Here are my basics: Work for economic and social freedom for everyone and maybe I too can be free. If we do not help others what are we here for? Language of nonviolence is dramatically different than silence. Learn to better appreciate and understand people both similar and different from yourself.

Challenge yourself to live your life fully, so you may be able to say on your last day: “I have been to the mountain top… of doing right with my life. Mine eyes have seen the glory of knowing that I have tried and struggled well.”

 

Bill

 

  

Jackie Robinson: The Right Side of History

I have a dream that one day this nation will rise up and live out the true meaning of its creed: “We hold these truths to be self-evident: that all men are created equal.” Martin Luther King

Jackie and Me
Indiana Repertory Theatre
Indianapolis
Playing through February 16

Playwright Steven Dietz adapted Jackie and Me from the book series Baseball Card Adventures by Dan Gutman. Dietz recants the Jackie Roosevelt Robinson conversation heard between his 7-year-old white daughter and 6-year-old black son, a recent adoptee from Ethiopia. 

His daughter, the family baseball historian, tells her brother about Jackie Robinson breaking the color barrier and adds “But if you were black you could not play.” The brother counters, “Why not? I play. I play ball.” He goes on in his newly learned language: “I have mitt; I have bat; they not stop me.”

I cannot help but hear my granddaughters, Zoe and Reese, in his voice. “I can do it. I play ball, they not stop me.”  Yes the nature of youth — not encumbered with prejudices, limitations, or beliefs. Thankfully they trust they can do or be anything. Unfortunately they learn limitations from the actions of others.

Dietz’s daughter ultimately gets frustrated with her new brother and says “Yes you could play the game. But you could not dream.” At this early age, she gets the nature of prejudice and understands the limitations of our dreaming.

How do we continue to learn from history? How do we avoid the preconceptions and prejudiced judgments of the past? How do we keep our dreams alive and create a country with equal ability to dream and to achieve? Jackie and Me centers on Joey, a white youngster of today. Joey is researching for a book report — wanting to win the top prize of theme park tickets.  He is transported back in time as a black youth to 1947, where he wants to learn about Jackie, the black baseball player.  Of course, the history lesson is expanded beyond his ideas of baseball.

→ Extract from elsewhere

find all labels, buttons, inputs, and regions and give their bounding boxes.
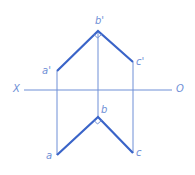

Joey is thirsty and walks up to a “whites only” fountain. As he is chased away, imagine how he feels realizing he is black! Then he meets Rachel Robinson and sees Jackie again. Anger, disbelief, frustration and eventually courage — Joey learns to deal with a mix of emotions as Jackie and Rachel Robinson show the way with pride, patience and perseverance.  

Dodger teammate Dixie Walker did not want to share the field or the club house with a black man. At the same time teammate Pee Wee Reese, a Kentuckian, responds differently standing with Jackie in the face of racism. Eventually, Walker quietly offers that he was “just brought up that way and had little choice in his beliefs.”

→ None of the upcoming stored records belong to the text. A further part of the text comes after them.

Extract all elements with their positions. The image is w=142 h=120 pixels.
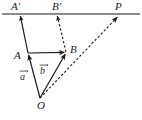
label-a-prime: A′: [11, 1, 20, 12]
segment-a-to-b: [28, 52, 64, 53]
label-vector-b: b: [40, 63, 45, 76]
label-o: O: [37, 100, 45, 111]
vector-b-text: b: [40, 65, 45, 76]
vector-a-text: a: [20, 71, 25, 82]
diagram-canvas: [0, 0, 142, 120]
segment-a-to-a-prime: [20, 16, 28, 53]
label-vector-a: a: [20, 69, 25, 82]
vector-diagram-figure: A′ B′ P A B O a b: [0, 0, 142, 120]
segment-o-to-a: [29, 55, 40, 98]
label-b-prime: B′: [52, 1, 61, 12]
segment-o-to-p-ray: [40, 17, 117, 98]
segment-b-to-b-prime: [57, 16, 66, 52]
segment-o-to-b: [40, 54, 65, 98]
label-b: B: [70, 44, 77, 55]
label-a: A: [14, 50, 21, 61]
label-p: P: [115, 1, 122, 12]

How often do we say or think: “that’s just the way it is / just the way I learned / just the way he/she acts?” We may even add: “I can’t do anything about it / I can’t change it / I just want to mind my own business.”

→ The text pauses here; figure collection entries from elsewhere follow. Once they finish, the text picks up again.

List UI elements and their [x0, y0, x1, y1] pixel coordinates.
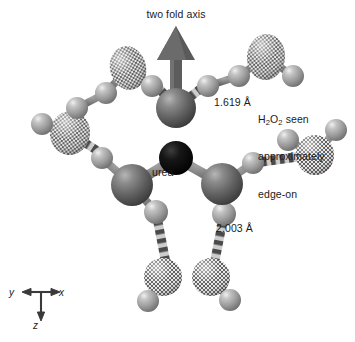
peroxide-oxygen: [192, 258, 230, 296]
axis-triad: [22, 288, 60, 321]
h2o2-note-line-2: approximately: [258, 150, 325, 162]
peroxide-oxygen: [245, 32, 288, 82]
axis-label-x: x: [59, 287, 64, 298]
axis-label-z: z: [33, 320, 38, 331]
axis-label-y: y: [9, 287, 14, 298]
figure-canvas: two fold axis 1.619 Å 2.003 Å urea H2O2 …: [0, 0, 355, 342]
hydrogen-atom: [219, 289, 241, 311]
hydrogen-atom: [228, 65, 250, 87]
h2o2-note-line-1: H2O2 seen: [258, 113, 325, 126]
hydrogen-atom: [137, 290, 159, 312]
hydrogen-atom: [66, 97, 88, 119]
h2o2-orientation-note: H2O2 seen approximately edge-on: [258, 88, 325, 225]
axis-arrow-y: [22, 288, 31, 295]
distance-label-n-h: 2.003 Å: [216, 222, 253, 234]
hydrogen-atom: [282, 65, 304, 87]
urea-nitrogen-atom-right: [201, 163, 243, 205]
urea-oxygen-atom: [156, 88, 196, 128]
hydrogen-atom: [144, 200, 168, 224]
hydrogen-atom: [141, 75, 163, 97]
distance-label-o-h: 1.619 Å: [214, 96, 251, 108]
hydrogen-atom: [31, 113, 53, 135]
urea-label: urea: [152, 166, 173, 178]
hydrogen-atom: [197, 75, 219, 97]
hydrogen-atom: [95, 82, 117, 104]
h2o2-note-line-3: edge-on: [258, 188, 325, 200]
urea-nitrogen-atom-left: [111, 164, 153, 206]
axis-arrow-z: [37, 312, 44, 321]
hydrogen-atom: [91, 147, 113, 169]
two-fold-axis-label: two fold axis: [146, 8, 205, 20]
hydrogen-atom: [325, 119, 347, 141]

COURAGE — General Manager Branch Rickey and player Pee Wee Reese display bravery to stand up for the right side of history. Rickey signs Robinson. When Pee Wee Reese accepts Robinson to the team, it helps other teammates adjust. Baseball adapts, the world doesn’t end, and black players become part of major league baseball.   

Dr. King said “I have a dream that my four little children will one day live in a nation where they will not be judged by the color of their skin but by the content of their character.  Work continues towards his Dream.

So in 1947, while racism did not stop, they all play the game together with a “new norm” for baseball; the country takes a giant step toward the right side of history.

May each of us, individuals, parents and grandparents, practice genuine tolerance, teach acceptance and demonstrate decency that reflects the encouragement of children’s dreams for accomplishment regardless of race, religion or sexual orientation.